Malory Towers at York Theatre Royal

Darrell Rivers is starting school with an eager mind and fierce heart. Unfortunately she also has a quick temper! Can she learn to tolerate the infuriating Gwendoline Lacey, or value the kind hearted Sally Hope? Can she save the school play and rescue terrified Mary Lou from the grip of a raging storm? If she can do these things anywhere, she will do them at Malory Towers!

Adapted and directed by Emma Rice this is a show for girls, boys, and all us grown up children who still dream of midnight feasts and Cornish clifftops. 

The production opens at The Passenger Shed in Wise Children’s home city of Bristol in July, then tours to venues across the UK including Cambridge, Exeter, Manchester and Oxford as well as York.  The show is officially licensed by Enid Blyton Entertainment, a division of Hachette Children’s Group (HCG). Karen Lawler, Head of Licensed Content at HCG, says: “Enid Blyton created incredible female characters at Malory Towers: strong, capable and always, always kind. ‘Women the world can lean on,’ in Enid’s own words. We share Emma’s passion for these characters and we couldn’t be more excited to see Emma’s vision of Malory Towers come to life.”

 

Emma Rice on Malory Towers…

“I’ve always been drawn to the years that followed the Second World War. It’s a time that feels close enough to touch, as I vividly remember my grandparents and how the war affected their lives.
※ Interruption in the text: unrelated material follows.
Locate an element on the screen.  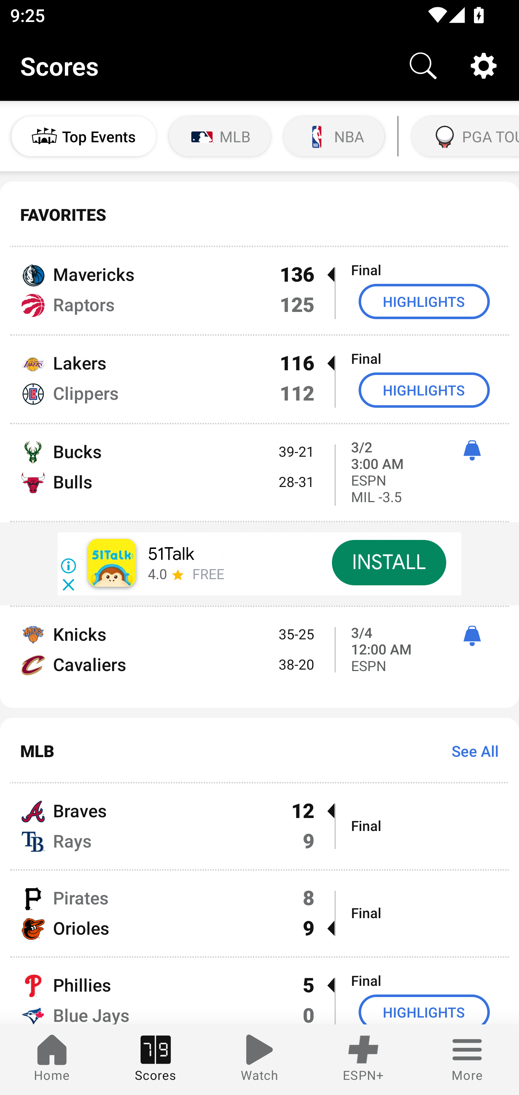
Search is located at coordinates (423, 65).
My Mum’s parents – poor and largely uneducated – decided that their children would have access to all the things that they hadn’t. I don’t know how they managed it on a railway worker’s pay, but my mother was sent to a remote grammar school in Dorset: Lord Digby’s School for Girls.

 

“Whilst not a boarding school, Lord Digby’s was an extraordinary place of learning that changed my mother’s, and by extension my own, life. The tendrils of passion and education that Lord Digby’s stood for reach out across 60 years and more. They reached out over my inner city comprehensive education and have shaped my own beliefs and choices to this day.

 

“My adaptation of Malory Towers is dedicated to the generation of women who taught in schools in that period. With lives shaped by the savagery of two wars, these teachers devoted themselves to the education and nurture of other women. It is also for the two generations of men that died in those same wars, leaving us with the freedom to lead meaningful, safe and empowered lives. And it is for Clement Attlee and his Labour government of 1945 who looked into the face of evil and chose to do what was right. These people changed the political landscape in their focus on care, compassion and the common good.

 

“Malory Towers was written at the heart of this political revolution, and embodies a kindness, hope and love of life that knocks my socks off. ‘Long live our appetites and may our shadows never grow less!’ the girls cry.

 

“My mother wrote to her teachers at Lord Digby’s until they died and is still friends with many of the girls she met there. And when I see my Mum, born into the poorest of rural backgrounds, enjoying Dickens and Almodovar and speaking French to her childhood pen-friend, I am stopped in my tracks. She went on to dedicate her life to the NHS and the helping of others whilst never losing her appetite for life, culture and hope. I salute her, and I cheer the education that threw this mind and soul into the air and said, “be a woman that the world can lean on”.

 

“So that’s why I am making Malory Towers, with gratitude, hope and sheer pleasure! I call it my ‘Happy Lord of the Flies’ and it is joyfully radical to its bones. Imagine a world where (left to their own devices), people choose kindness. Imagine a world where difference is respected and arguments resolved with thought and care. Imagine a world that chooses community, friendship and fun. Now that’s a world I want to live in and, at Malory Towers, you can!”